Celebrating Mama Africa: The Struggle of a Fearless Artist Portrayed in a Bold Theatrical Performance

“If you talk about the legendary singer in South Africa, it’s similar to talking about a sovereign,” remarks Alesandra Seutin. Known as the Empress of African Song, the iconic artist additionally spent time in New York with jazz greats like Miles Davis and Duke Ellington. Beginning as a teenager sent to work to provide for her relatives in Johannesburg, she later served as an envoy for the nation, then Guinea’s official delegate to the UN. An vocal anti-apartheid activist, she was the wife to a activist. This remarkable story and impact inspire Seutin’s latest work, Mimi’s Shebeen, set for its UK premiere.

A Fusion of Movement, Sound, and Narration

The show combines movement, live music, and spoken word in a theatrical piece that isn’t a simple biography but draws on her past, especially her story of exile: after moving to the city in 1959, Makeba was prohibited from her homeland for three decades due to her anti-apartheid stance. Subsequently, she was excluded from the United States after wedding Black Panther activist Stokely Carmichael. The performance resembles a ritual of remembrance, a reimagined memorial – part eulogy, part celebration, some challenge – with the fabulous vocalist Tutu Puoane leading bringing her music to dynamic existence.

Power and poise … Mimi’s Shebeen.

In the country, a informal gathering spot is an unofficial venue for home-brewed liquor and lively conversation, usually presided over by a host. Her parent Christina was a shebeen queen who was detained for producing drinks without permission when Makeba was a newborn. Incapable of covering the penalty, she was incarcerated for half a year, taking her infant with her, which is how her remarkable journey started – just one of the details the choreographer discovered when researching her story. “Numerous tales!” exclaims she, when they met in the city after a performance. Seutin’s father is Belgian and she was raised there before moving to learn and labor in the UK, where she founded her dance group Vocab Dance. Her South African mother would perform her music, such as Pata Pata and Malaika, when Seutin was a youngster, and move along in the home.

Melodies of liberation … Miriam Makeba sings at the venue in 1988.

A ten years back, her parent had the illness and was in medical care in London. “I stopped working for three months to take care of her and she was always requesting Miriam Makeba. She was so happy when we were singing together,” Seutin recalls. “I had so much time to kill at the facility so I began investigating.” In addition to reading about her victorious homecoming to South Africa in the year, after the release of the leader (whom she had encountered when he was a young lawyer in the 1950s), Seutin found that she had been a breast cancer survivor in her youth, that her child Bongi died in childbirth in 1985, and that because of her exile she could not be present at her parent’s memorial. “Observing individuals and you look at their achievements and you overlook that they are struggling like everyone,” states the choreographer.

Creation and Concepts

All these thoughts contributed to the creation of the show (premiered in the city in the year). Fortunately, her parent’s treatment was successful, but the idea for the piece was to celebrate “death, life and mourning”. In this context, Seutin highlights elements of Makeba’s biography like flashbacks, and references more broadly to the idea of uprooting and loss today. Although it’s not explicit in the show, she had in mind a second protagonist, a contemporary version who is a traveler. “And we gather as these alter egos of personas connected to the icon to welcome this young migrant.”

Melodies of banishment … performers in Mimi’s Shebeen.

In the show, rather than being inebriated by the shebeen’s home-brew, the multi-talented dancers appear taken over by beat, in harmony with the musicians on stage. Seutin’s dance composition incorporates multiple styles of movement she has absorbed over the time, including from Rwanda, South Africa and Senegal, plus the global performers’ own vocabularies, including street styles like the form.

Honoring strength … the creator.

She was surprised to find that some of the younger, non-South Africans in the cast didn’t already know about the artist. (Makeba died in the year after having a cardiac event on the platform in Italy.) Why should new audiences discover Mama Africa? “I think she would motivate the youth to advocate what they believe in, speaking the truth,” remarks Seutin. “But she did it very gracefully. She’d say something poignant and then perform a lovely melody.” She aimed to adopt the same approach in this production. “Audiences observe movement and hear beautiful songs, an aspect of entertainment, but intertwined with strong messages and instances that resonate. That’s what I respect about Miriam. Because if you are being overly loud, people won’t listen. They retreat. Yet she did it in a manner that you would receive it, and hear it, but still be graced by her talent.”

  • Mimi’s Shebeen is showing in the city, 22-24 October

Andrea Ashley
Andrea Ashley

A seasoned business strategist and tech enthusiast with over a decade of experience in driving organizational success.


◆ **Task instructions**: The answer is a number and only a number: how many lines of the data include the string "shares"?

◆ **Recorded data**:
▬▬▬
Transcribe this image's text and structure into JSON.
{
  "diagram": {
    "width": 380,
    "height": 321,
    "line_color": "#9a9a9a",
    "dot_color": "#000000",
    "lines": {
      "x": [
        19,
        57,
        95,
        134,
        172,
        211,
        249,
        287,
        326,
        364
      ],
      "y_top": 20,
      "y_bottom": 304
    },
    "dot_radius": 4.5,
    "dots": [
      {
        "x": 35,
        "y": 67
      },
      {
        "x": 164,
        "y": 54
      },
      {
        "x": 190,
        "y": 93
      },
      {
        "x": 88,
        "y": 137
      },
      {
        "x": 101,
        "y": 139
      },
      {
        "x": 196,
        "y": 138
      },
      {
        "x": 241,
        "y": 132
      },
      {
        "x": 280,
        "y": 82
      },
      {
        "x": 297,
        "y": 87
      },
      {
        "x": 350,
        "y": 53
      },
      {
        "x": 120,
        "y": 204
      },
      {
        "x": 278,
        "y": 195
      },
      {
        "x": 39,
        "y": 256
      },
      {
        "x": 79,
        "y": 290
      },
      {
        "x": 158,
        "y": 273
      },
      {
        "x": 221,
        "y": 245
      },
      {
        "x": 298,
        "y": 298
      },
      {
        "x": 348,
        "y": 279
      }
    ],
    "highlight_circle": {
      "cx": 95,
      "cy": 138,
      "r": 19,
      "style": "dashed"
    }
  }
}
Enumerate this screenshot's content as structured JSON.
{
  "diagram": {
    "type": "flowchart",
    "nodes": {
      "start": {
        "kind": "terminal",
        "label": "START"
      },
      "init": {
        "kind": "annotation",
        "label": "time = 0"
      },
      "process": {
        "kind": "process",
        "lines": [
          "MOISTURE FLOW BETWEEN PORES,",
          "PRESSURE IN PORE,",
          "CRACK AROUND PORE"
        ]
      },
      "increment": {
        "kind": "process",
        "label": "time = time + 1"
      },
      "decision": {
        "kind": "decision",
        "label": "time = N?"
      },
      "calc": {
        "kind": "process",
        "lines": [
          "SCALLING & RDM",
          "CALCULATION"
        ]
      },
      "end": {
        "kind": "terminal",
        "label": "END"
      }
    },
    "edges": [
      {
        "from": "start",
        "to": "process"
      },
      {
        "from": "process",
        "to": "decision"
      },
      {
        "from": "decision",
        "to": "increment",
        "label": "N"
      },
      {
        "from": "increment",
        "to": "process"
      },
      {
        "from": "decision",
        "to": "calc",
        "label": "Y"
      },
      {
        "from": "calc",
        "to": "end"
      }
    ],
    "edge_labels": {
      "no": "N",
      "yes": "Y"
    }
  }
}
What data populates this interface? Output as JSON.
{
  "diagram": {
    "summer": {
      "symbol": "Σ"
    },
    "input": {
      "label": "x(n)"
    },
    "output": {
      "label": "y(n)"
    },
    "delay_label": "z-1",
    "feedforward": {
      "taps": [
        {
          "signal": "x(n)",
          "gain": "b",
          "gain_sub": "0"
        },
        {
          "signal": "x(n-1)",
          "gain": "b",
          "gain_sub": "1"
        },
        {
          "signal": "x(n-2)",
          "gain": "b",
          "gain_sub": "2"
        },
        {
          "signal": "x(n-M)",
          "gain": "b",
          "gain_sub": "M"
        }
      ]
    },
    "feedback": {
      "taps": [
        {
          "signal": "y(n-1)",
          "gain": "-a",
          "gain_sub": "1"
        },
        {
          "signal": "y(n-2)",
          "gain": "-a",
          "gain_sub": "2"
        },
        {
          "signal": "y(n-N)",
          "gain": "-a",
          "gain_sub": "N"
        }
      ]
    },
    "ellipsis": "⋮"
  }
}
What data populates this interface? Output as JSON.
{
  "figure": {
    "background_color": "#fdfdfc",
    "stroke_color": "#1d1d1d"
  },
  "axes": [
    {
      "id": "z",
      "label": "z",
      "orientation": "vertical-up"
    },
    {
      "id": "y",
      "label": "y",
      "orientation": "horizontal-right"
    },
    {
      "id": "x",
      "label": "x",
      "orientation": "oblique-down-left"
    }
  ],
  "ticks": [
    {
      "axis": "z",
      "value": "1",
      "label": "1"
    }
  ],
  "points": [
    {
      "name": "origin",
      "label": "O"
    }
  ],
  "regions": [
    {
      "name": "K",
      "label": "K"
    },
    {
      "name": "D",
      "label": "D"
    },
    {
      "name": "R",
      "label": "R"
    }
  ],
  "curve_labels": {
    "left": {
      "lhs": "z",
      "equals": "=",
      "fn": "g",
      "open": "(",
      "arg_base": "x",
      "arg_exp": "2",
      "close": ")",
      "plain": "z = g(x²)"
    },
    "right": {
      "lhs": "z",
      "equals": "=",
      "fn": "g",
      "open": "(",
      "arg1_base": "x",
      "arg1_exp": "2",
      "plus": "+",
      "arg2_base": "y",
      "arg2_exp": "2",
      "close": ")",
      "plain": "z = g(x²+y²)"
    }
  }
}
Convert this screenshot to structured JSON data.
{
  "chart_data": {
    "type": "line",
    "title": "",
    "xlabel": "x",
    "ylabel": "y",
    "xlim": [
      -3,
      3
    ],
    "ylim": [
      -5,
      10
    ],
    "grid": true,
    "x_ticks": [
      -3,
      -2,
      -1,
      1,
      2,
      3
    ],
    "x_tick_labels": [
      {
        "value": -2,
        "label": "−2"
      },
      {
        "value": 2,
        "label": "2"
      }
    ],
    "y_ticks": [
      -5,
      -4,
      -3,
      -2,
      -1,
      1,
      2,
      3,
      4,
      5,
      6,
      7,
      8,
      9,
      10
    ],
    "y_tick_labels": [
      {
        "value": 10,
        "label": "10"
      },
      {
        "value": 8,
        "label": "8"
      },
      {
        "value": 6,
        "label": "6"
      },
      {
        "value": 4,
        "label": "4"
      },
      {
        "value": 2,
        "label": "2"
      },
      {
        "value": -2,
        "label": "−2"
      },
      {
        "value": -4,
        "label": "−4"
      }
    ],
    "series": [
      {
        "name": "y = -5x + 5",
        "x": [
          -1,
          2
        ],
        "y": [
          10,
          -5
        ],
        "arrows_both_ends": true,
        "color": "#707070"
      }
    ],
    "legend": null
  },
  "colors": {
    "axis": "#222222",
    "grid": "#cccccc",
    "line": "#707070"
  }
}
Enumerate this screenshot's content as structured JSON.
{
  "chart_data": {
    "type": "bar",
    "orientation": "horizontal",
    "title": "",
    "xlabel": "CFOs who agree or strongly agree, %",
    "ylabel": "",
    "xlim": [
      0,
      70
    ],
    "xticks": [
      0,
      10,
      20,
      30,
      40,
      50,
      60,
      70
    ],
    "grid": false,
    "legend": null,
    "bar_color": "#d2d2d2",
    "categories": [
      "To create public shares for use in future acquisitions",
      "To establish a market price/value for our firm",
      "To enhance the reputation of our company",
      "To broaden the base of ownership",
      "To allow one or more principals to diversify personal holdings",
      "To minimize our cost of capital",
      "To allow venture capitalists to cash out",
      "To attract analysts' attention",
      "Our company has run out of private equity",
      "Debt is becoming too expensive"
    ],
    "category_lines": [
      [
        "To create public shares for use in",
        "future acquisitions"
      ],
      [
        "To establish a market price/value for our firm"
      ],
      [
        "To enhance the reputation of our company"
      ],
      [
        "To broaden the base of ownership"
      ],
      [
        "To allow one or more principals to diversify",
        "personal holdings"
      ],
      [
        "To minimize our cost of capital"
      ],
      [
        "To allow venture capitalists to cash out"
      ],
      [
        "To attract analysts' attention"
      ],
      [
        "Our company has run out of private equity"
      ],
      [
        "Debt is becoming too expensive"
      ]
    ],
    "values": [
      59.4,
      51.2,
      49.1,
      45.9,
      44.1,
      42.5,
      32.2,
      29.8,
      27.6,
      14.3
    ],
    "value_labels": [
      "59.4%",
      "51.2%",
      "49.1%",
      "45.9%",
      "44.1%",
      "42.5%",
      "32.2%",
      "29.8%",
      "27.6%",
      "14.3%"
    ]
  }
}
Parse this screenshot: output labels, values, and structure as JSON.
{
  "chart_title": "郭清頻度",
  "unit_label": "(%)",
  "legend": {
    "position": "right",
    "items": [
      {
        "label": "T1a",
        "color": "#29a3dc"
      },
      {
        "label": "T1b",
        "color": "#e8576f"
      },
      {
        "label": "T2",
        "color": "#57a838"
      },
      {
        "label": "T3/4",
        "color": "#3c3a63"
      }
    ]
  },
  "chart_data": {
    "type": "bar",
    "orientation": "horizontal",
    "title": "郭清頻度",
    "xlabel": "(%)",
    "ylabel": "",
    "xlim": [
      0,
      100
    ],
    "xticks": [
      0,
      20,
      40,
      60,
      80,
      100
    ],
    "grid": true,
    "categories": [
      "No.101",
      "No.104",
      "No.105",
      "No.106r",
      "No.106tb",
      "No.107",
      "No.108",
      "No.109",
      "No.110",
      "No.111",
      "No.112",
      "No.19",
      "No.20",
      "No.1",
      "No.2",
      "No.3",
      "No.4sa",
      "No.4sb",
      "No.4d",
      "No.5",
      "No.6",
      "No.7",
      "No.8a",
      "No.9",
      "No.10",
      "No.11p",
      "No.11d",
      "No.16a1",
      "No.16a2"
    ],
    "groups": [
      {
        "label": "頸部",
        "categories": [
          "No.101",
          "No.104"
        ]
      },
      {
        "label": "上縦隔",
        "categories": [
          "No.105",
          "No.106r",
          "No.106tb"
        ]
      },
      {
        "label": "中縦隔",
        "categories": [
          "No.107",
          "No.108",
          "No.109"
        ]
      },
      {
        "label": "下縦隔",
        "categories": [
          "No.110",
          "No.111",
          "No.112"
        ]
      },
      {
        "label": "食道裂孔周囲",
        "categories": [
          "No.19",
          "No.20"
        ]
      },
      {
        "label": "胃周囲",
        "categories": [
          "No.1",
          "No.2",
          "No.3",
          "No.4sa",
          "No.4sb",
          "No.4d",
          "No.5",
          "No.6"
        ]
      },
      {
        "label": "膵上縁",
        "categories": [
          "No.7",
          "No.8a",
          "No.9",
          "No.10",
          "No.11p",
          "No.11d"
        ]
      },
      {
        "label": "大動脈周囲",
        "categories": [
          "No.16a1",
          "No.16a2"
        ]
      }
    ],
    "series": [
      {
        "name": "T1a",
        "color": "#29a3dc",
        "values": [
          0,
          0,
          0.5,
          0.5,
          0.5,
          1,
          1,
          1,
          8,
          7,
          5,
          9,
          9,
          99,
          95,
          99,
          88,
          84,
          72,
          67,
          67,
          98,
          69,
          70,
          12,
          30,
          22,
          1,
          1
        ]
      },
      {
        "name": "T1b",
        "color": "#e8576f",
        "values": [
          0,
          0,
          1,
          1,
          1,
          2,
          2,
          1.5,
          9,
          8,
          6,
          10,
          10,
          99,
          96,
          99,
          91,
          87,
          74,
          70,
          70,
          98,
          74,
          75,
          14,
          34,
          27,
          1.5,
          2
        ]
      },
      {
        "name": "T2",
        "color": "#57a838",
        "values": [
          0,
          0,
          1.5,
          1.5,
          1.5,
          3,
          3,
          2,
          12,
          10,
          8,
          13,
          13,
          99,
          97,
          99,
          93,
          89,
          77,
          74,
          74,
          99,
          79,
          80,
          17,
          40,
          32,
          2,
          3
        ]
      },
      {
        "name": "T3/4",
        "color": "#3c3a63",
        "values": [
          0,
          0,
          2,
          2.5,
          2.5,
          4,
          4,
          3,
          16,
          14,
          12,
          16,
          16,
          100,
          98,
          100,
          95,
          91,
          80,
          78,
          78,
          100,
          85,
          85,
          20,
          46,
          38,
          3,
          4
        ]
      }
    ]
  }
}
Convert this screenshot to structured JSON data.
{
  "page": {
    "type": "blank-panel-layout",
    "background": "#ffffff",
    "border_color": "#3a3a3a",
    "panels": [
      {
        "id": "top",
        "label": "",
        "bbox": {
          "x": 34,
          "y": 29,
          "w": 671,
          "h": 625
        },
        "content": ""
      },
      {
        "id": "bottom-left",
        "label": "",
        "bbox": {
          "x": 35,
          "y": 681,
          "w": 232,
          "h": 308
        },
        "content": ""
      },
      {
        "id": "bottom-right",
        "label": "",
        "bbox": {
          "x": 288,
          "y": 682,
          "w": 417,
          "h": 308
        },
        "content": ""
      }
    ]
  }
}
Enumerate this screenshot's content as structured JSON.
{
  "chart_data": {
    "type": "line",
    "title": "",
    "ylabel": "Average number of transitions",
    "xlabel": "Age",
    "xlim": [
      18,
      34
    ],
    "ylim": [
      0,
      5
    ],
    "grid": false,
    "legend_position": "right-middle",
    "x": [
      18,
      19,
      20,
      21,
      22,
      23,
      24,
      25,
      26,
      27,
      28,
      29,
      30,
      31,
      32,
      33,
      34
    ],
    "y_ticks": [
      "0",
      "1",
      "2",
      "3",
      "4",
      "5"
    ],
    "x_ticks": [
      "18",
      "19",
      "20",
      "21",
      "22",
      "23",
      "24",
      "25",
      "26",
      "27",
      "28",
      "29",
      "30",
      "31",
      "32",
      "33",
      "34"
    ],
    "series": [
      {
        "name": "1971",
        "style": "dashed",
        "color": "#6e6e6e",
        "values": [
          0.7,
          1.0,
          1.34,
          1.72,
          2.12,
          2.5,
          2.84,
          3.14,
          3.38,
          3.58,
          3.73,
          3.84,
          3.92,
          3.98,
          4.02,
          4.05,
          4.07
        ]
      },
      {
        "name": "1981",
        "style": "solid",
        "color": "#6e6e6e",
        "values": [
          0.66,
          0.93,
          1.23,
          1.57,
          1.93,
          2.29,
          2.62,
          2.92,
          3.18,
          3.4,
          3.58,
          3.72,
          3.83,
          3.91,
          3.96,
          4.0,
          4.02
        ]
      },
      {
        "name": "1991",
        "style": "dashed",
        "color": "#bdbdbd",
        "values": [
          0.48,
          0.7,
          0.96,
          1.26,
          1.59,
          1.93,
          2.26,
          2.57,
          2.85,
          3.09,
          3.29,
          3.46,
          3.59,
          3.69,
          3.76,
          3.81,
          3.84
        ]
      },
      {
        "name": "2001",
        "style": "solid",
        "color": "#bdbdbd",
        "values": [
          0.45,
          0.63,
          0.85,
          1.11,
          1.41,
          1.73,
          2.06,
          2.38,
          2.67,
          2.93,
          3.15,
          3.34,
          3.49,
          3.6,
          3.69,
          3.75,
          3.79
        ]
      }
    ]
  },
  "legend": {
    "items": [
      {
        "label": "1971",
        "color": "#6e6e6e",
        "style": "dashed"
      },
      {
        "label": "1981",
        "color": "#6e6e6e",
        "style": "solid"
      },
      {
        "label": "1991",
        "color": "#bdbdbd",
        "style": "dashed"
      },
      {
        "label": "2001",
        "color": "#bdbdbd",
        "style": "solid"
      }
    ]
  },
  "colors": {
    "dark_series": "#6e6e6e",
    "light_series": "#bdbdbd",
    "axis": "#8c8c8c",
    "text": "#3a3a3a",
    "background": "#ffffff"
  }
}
▬▬▬
◆ **Result below**: 2